The data shown below were collected from the profiles of 73 X users who shared this research output. Click here to find out more about how the information was compiled.
Mendeley readers

Mendeley readers

The data shown below were compiled from readership statistics for 543 Mendeley readers of this research output. Click here to see the associated Mendeley record.

Geographical breakdown

Country Count As %
United States 4 <1%
Canada 2 <1%
Germany 1 <1%
Belgium 1 <1%
Mexico 1 <1%
Japan 1 <1%
Denmark 1 <1%
Unknown 532 98%

Demographic breakdown

Readers by professional status Count As %
Student > Ph.

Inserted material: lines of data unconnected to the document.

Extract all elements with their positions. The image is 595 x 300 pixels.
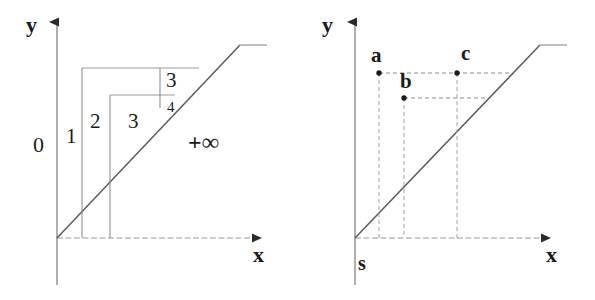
right-diagonal-line — [355, 45, 540, 238]
region-label-4: 4 — [167, 100, 175, 115]
region-label-3-wide: 3 — [128, 111, 139, 132]
infinity-label: +∞ — [188, 130, 219, 154]
region-label-2: 2 — [90, 111, 101, 132]
source-label-s: s — [358, 253, 366, 273]
figure-canvas: y x 0 1 2 3 3 4 +∞ y x a b c s — [0, 0, 595, 300]
data-point-c — [454, 70, 459, 75]
right-y-axis-label: y — [322, 14, 333, 36]
figure-svg — [0, 0, 595, 300]
point-label-c: c — [461, 43, 470, 64]
left-y-axis-label: y — [26, 14, 37, 36]
region-label-0: 0 — [33, 134, 44, 156]
data-point-a — [376, 70, 381, 75]
left-x-axis-label: x — [253, 244, 264, 266]
region-label-3-narrow: 3 — [166, 70, 177, 91]
point-label-a: a — [371, 45, 382, 66]
right-x-axis-label: x — [546, 244, 557, 266]
data-point-b — [401, 95, 406, 100]
region-label-1: 1 — [66, 126, 77, 147]
left-panel — [57, 22, 267, 285]
point-label-b: b — [400, 71, 412, 92]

D. Student 116 21%
Researcher 106 20%
Student > Master 68 13%
Student > Bachelor 29 5%
Student > Doctoral Student 23 4%
Other 81 15%
Unknown 120 22%
Readers by discipline Count As %
Agricultural and Biological Sciences 144 27%
Environmental Science 131 24%
Earth and Planetary Sciences 48 9%
Biochemistry, Genetics and Molecular Biology 14 3%
Engineering 13 2%
Other 27 5%
Unknown 166 31%
Attention Score in Context

Attention Score in Context

This research output has an Altmetric Attention Score of 144. This is our high-level measure of the quality and quantity of online attention that it has received. This Attention Score, as well as the ranking and number of research outputs shown below, was calculated when the research output was last mentioned on 01 January 2022.
All research outputs
#292,763
of 25,748,735 outputs
Outputs from Proceedings of the National Academy of Sciences of the United States of America
#5,351
of 103,659 outputs
Outputs of similar age
#5,440
of 314,259 outputs
Outputs of similar age from Proceedings of the National Academy of Sciences of the United States of America
#94
of 947 outputs
Altmetric has tracked 25,748,735 research outputs across all sources so far. Compared to these this one has done particularly well and is in the 98th percentile: it's in the top 5% of all research outputs ever tracked by Altmetric.
So far Altmetric has tracked 103,659 research outputs from this source. They typically receive a lot more attention than average, with a mean Attention Score of 39.6. This one has done particularly well, scoring higher than 94% of its peers.
Older research outputs will score higher simply because they've had more time to accumulate mentions. To account for age we can compare this Altmetric Attention Score to the 314,259 tracked outputs that were published within six weeks on either side of this one in any source. This one has done particularly well, scoring higher than 98% of its contemporaries.
We're also able to compare this research output to 947 others from the same source and published within six weeks on either side of this one. This one has done particularly well, scoring higher than 90% of its contemporaries.